Search Results
Working Paper
The liquidity trap, the real balance effect, and the Friedman rule
This paper studies the behavior of the economy and the efficacy of monetary policy under zero nominal interest rates, using a model with population growth that nests, as a special case, a more conventional specification in which there is a single infinitely lived representative agent. The paper shows that with a growing population, monetary policy has distributional effects that give rise to a real balance effect, thereby eliminating the liquidity trap. These same distributional effects, however, can also work to make many agents much worse off under zero nominal interest rates than they are ...
Working Paper
Endogenous financial innovation and the demand for money
This paper embeds two key ideas about the nature of financial innovation taken from the empirical literature into a familiar equilibrium monetary model. It provides formal support for several alternative econometric specifications for money demand that attempt to capture the effects of financial innovation and demonstrates that a popular theoretical model of money demand, when suitably modified, can account for some unusual monetary dynamics found in the data. Thus, it helps to establish both the theoretical relevance of recent empirical work and the empirical relevance of recent theoretical ...
Working Paper
Irrational expectations and econometric practice: discussion of Orphanides and Williams, \"Inflation scares and forecast-based monetary policy\"
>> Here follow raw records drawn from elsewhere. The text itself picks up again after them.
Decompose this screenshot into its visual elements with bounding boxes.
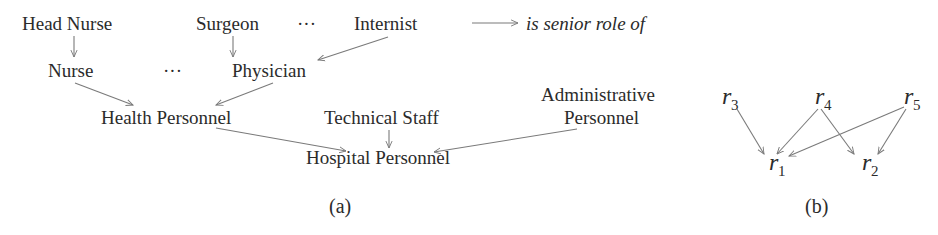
diagram-a: Head Nurse Surgeon ··· Internist is seni… xyxy=(22,13,655,218)
diagram-b: r 3 r 4 r 5 r 1 r 2 (b) xyxy=(722,83,921,218)
edge-administrative-to-hospital-personnel xyxy=(434,129,577,152)
node-r4: r 4 xyxy=(815,83,832,113)
node-r5: r 5 xyxy=(904,83,921,113)
node-physician: Physician xyxy=(232,60,306,81)
edge-nurse-to-health-personnel xyxy=(75,83,133,105)
edge-r4-to-r1 xyxy=(777,109,818,154)
edge-physician-to-health-personnel xyxy=(216,83,273,105)
node-technical-staff: Technical Staff xyxy=(324,107,440,128)
node-hospital-personnel: Hospital Personnel xyxy=(306,147,450,168)
ellipsis-mid: ··· xyxy=(163,60,182,81)
edge-health-personnel-to-hospital-personnel xyxy=(216,128,346,151)
node-administrative-personnel-line2: Personnel xyxy=(564,107,639,128)
caption-a: (a) xyxy=(329,195,351,218)
role-hierarchy-figure: Head Nurse Surgeon ··· Internist is seni… xyxy=(0,0,938,235)
edge-internist-to-physician xyxy=(318,37,388,60)
node-head-nurse: Head Nurse xyxy=(22,13,112,34)
caption-b: (b) xyxy=(805,195,828,218)
svg-text:4: 4 xyxy=(824,97,832,113)
legend-label: is senior role of xyxy=(526,13,648,34)
svg-text:2: 2 xyxy=(871,163,879,179)
edge-r4-to-r2 xyxy=(821,109,854,154)
ellipsis-top: ··· xyxy=(297,13,316,34)
node-nurse: Nurse xyxy=(48,60,93,81)
node-surgeon: Surgeon xyxy=(196,13,259,34)
edge-r3-to-r1 xyxy=(737,109,764,154)
node-health-personnel: Health Personnel xyxy=(101,107,231,128)
node-r3: r 3 xyxy=(722,83,739,113)
node-r2: r 2 xyxy=(862,149,879,179)
edge-r5-to-r1 xyxy=(789,107,904,156)
svg-text:5: 5 xyxy=(913,97,921,113)
node-administrative-personnel-line1: Administrative xyxy=(541,84,655,105)
svg-text:1: 1 xyxy=(778,163,786,179)
node-internist: Internist xyxy=(354,13,418,34)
Athanasios Orphanides and John C. Williams' excellent conference paper, "Inflation Scares and Forecast-Based Monetary Policy," contributes importantly to the new and rapidly growing branch of the literature on bounded rationality and learning in macroeconomics. Their paper, like many others, derives interesting and useful theoretical results that show how the introduction of bounded rationality and learning impacts on the effects of monetary policy shocks and the characteristics of optimal monetary policy rules. This note suggests that some additional empirical work-some "irrational ...
Working Paper
Implementing the Friedman rule
In cash-in-advance models, necessary and sufficient conditions for the existence of an equilibrium with zero nominal interest rates and Pareto-optimal allocations restrict only the very long-run, or asymptotic, behavior of the money supply. When these asymptotic conditions are satisfied, they leave the central bank with a great deal of flexibility to manage the money supply over any finite horizon. But what happens when these asymptotic conditions fail to hold? This paper shows that the central bank can still implement the Friedman rule if its actions are appropriately constrained in the ...
Journal Article
Using the permanent income hypothesis for forecasting
Working Paper
Productivity and U.S. macroeconomic performance: interpreting the past and predicting the future with a two-sector real business cycle model
A two-sector real business cycle model, estimated with postwar U.S. data, identifies shocks to the levels and growth rates of total factor productivity in distinct consumption- and investment-goods- producing technologies. This model attributes most of the productivity slowdown of the 1970s to the consumption-goods sector; it suggests that a slowdown in the investment-goods sector occurred later and was much less persistent. Against this broader backdrop, the model interprets the more recent episode of robust investment and investment-specific technological change during the 1990s largely as ...
Working Paper
Customer flows, countercyclical markups, and the persistent effects of monetary shocks
This paper develops a general equilibrium model in which households face fixed costs associated with searching for a new supplier of consumption goods. These search costs provide firms with some monopoly power over their existing customers and generate the kind of customer flow dynamics first considered by Phelps and Winter. Customer flows, in turn, cause markups of price over marginal cost to vary countercyclically, both amplify and propagate the effects of technology shocks on output, and allow the effects of monetary shocks on output to persist.
Working Paper
Liquidity effects and transactions technologies
Recently there has been renewed interest in using general equilibrium models to understand the effects of monetary policy on interest rates and real economic activity. This research effort involved the search for models that will account for the liquidity effects--the decrease in short-term interest rates and the increase in output and employment--that are associated with expansionary monetary policy.
Working Paper
The monetary transmission mechanism
The monetary transmission mechanism describes how policy-induced changes in the nominal money stock or the short-term nominal interest rate impact real variables such as aggregate output and employment. Specific channels of monetary transmission operate through the effects that monetary policy has on interest rates, exchange rates, equity and real estate prices, bank lending, and firm balance sheets. Recent research on the transmission mechanism seeks to understand how these channels work in the context of dynamic, stochastic, general equilibrium models.